Kevin Frandsen is another Sandberg believer, perhaps even more so than Kratz. In fact, the infielder admits to being openly angry when the Cubs and Cardinals passed on a chance to hire Sandberg last offseason. It was the second year in a row the Cubs had passed on the man who was the face of their organization throughout the 1980s.

"It ticks me off that some teams didn't give him that chance to interview for a job," Frandsen said. "I'm so grateful for what he gave me as far as an opportunity to play every day the last two years. I just know his style and his ways would be great at the next level."

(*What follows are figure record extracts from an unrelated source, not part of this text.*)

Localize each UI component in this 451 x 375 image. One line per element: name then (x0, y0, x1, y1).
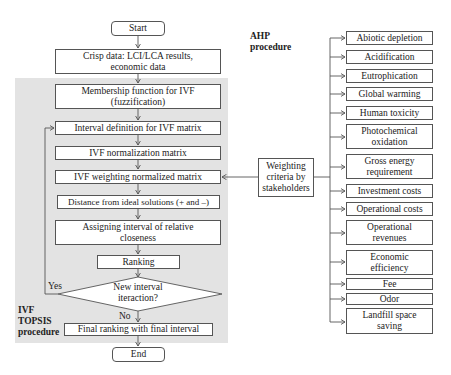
crisp-data-line1: Crisp data: LCI/LCA results, (83, 51, 193, 62)
criterion-global-warming: Global warming (346, 87, 433, 101)
weighting-criteria-line1: Weighting (266, 161, 305, 172)
weighting-criteria-line2: criteria by (267, 172, 306, 183)
interval-definition-box: Interval definition for IVF matrix (55, 121, 221, 135)
criterion-operational-revenues: Operational revenues (346, 220, 433, 245)
criterion-label: Investment costs (358, 186, 422, 197)
yes-label: Yes (48, 281, 62, 291)
ahp-label: AHP procedure (250, 31, 291, 53)
membership-line2: (fuzzification) (111, 97, 165, 108)
ivf-topsis-label-line2: TOPSIS (18, 316, 59, 327)
distance-ideal-box: Distance from ideal solutions (+ and –) (57, 195, 220, 209)
decision-text: New interval iteraction? (98, 282, 178, 304)
interval-definition-label: Interval definition for IVF matrix (74, 123, 201, 134)
ahp-label-line2: procedure (250, 42, 291, 53)
criterion-label: Eutrophication (361, 71, 417, 82)
end-label: End (131, 349, 146, 360)
criterion-operational-costs: Operational costs (346, 202, 433, 216)
criterion-label-line2: revenues (373, 233, 407, 244)
membership-function-box: Membership function for IVF (fuzzificati… (55, 84, 221, 109)
criterion-label-line1: Economic (370, 252, 409, 263)
criterion-label-line1: Operational (367, 222, 412, 233)
criterion-odor: Odor (346, 293, 433, 305)
normalization-label: IVF normalization matrix (89, 148, 187, 159)
criterion-eutrophication: Eutrophication (346, 69, 433, 83)
criterion-label-line2: efficiency (371, 263, 409, 274)
criterion-label-line1: Photochemical (361, 126, 417, 137)
criterion-human-toxicity: Human toxicity (346, 106, 433, 120)
criterion-label: Fee (383, 279, 397, 290)
ranking-box: Ranking (97, 255, 180, 269)
criterion-label: Human toxicity (360, 108, 419, 119)
crisp-data-box: Crisp data: LCI/LCA results, economic da… (55, 49, 221, 74)
criterion-gross-energy-requirement: Gross energy requirement (346, 154, 433, 179)
criterion-fee: Fee (346, 278, 433, 290)
criterion-landfill-space-saving: Landfill space saving (346, 308, 433, 334)
criterion-economic-efficiency: Economic efficiency (346, 250, 433, 275)
weighting-normalized-label: IVF weighting normalized matrix (74, 172, 202, 183)
criterion-label-line2: requirement (367, 167, 413, 178)
weighting-normalized-matrix-box: IVF weighting normalized matrix (55, 170, 221, 184)
weighting-criteria-box: Weighting criteria by stakeholders (258, 158, 314, 197)
criterion-label: Odor (380, 294, 400, 305)
decision-line2: iteraction? (98, 293, 178, 304)
ahp-label-line1: AHP (250, 31, 291, 42)
assigning-line1: Assigning interval of relative (82, 222, 193, 233)
final-ranking-box: Final ranking with final interval (64, 323, 213, 336)
criterion-label-line1: Landfill space (362, 310, 416, 321)
distance-label: Distance from ideal solutions (+ and –) (68, 197, 209, 208)
criterion-investment-costs: Investment costs (346, 184, 433, 198)
criterion-label: Operational costs (356, 204, 422, 215)
crisp-data-line2: economic data (110, 62, 165, 73)
criterion-label: Abiotic depletion (356, 33, 422, 44)
end-terminal: End (112, 347, 165, 362)
criterion-abiotic-depletion: Abiotic depletion (346, 31, 433, 45)
no-label: No (119, 311, 131, 321)
final-ranking-label: Final ranking with final interval (78, 324, 199, 335)
ivf-topsis-label-line1: IVF (18, 305, 59, 316)
criterion-photochemical-oxidation: Photochemical oxidation (346, 124, 433, 149)
weighting-criteria-line3: stakeholders (262, 183, 310, 194)
ranking-label: Ranking (122, 257, 154, 268)
ivf-topsis-label: IVF TOPSIS procedure (18, 305, 59, 338)
membership-line1: Membership function for IVF (81, 86, 194, 97)
start-terminal: Start (111, 21, 165, 36)
criterion-label: Global warming (358, 89, 420, 100)
decision-line1: New interval (98, 282, 178, 293)
start-label: Start (129, 23, 147, 34)
criterion-label: Acidification (364, 52, 414, 63)
criterion-acidification: Acidification (346, 50, 433, 64)
criterion-label-line2: oxidation (372, 137, 408, 148)
ivf-topsis-label-line3: procedure (18, 327, 59, 338)
assigning-line2: closeness (120, 233, 156, 244)
criterion-label-line2: saving (377, 321, 402, 332)
assigning-interval-box: Assigning interval of relative closeness (55, 220, 221, 245)
criterion-label-line1: Gross energy (364, 156, 414, 167)
normalization-matrix-box: IVF normalization matrix (55, 146, 221, 160)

Frandsen admits to being biased.

"All the guys joke with me that he is like my dad," Frandsen said.

This, too, draws a smile from Sandberg.

"Well, I get attached to the players," he said. "I'm for the players, and I'm here for them. Maybe that's the feedback they feel. They know that I'm on their side and I have their back and I'm going to do what I have to do for them and for the team. I put the team first.

"Erik Kratz and Frandsen, those are two guys who took to that, and then they were guys who were team leaders with the same message I had for them. It got to the point where I didn't have to do all the things all the time. They would handle things. That's when it is as good as it gets - when the team gets it and starts doing things themselves."

Sandberg's biggest project and prospect at Lehigh Valley has been Domonic Brown, and he, too, is sold on his former manager's attributes.

"He's first-class, absolutely first-class," Brown said. "He's about working hard and preparing before the game. That part was amazing with Ryno. When you watch him, you could really understand why the guy was a Hall of Famer."

Now, the time is quickly approaching for Sandberg to move to the next level in his second baseball life, and it is the Phillies who are likely to make that happen.

"One of my goals is to be at the major-league level, and right now the Phillies are close to my heart as far as having this opportunity and going back to the place where they originally drafted me," Sandberg said. "I enjoy the organization and the people I've been around the last two years. There are a lot of familiar faces going to way back when. In a lot of ways, it would be the ultimate to get that chance here."

Sandberg's Record

Here is a look at Ryne Sandberg's minor-league managerial record:

2007: Peoria,

A Midwest, Chicago Cubs 71-68, seventh place.

2008: Peoria,

A Midwest, Chicago Cubs 60-78,12th.

2009: Tennessee, AA Southern, Chicago Cubs, 71-69, third.

2010: Iowa, AAA Pacific Coast, Chicago Cubs, 82-62, t-first.

2011: Lehigh Valley, AAA International, Phillies, 80-64, fourth.

2012: Lehigh Valley, AAA International, Phillies, 68-59, third. (Through Thursday's games.)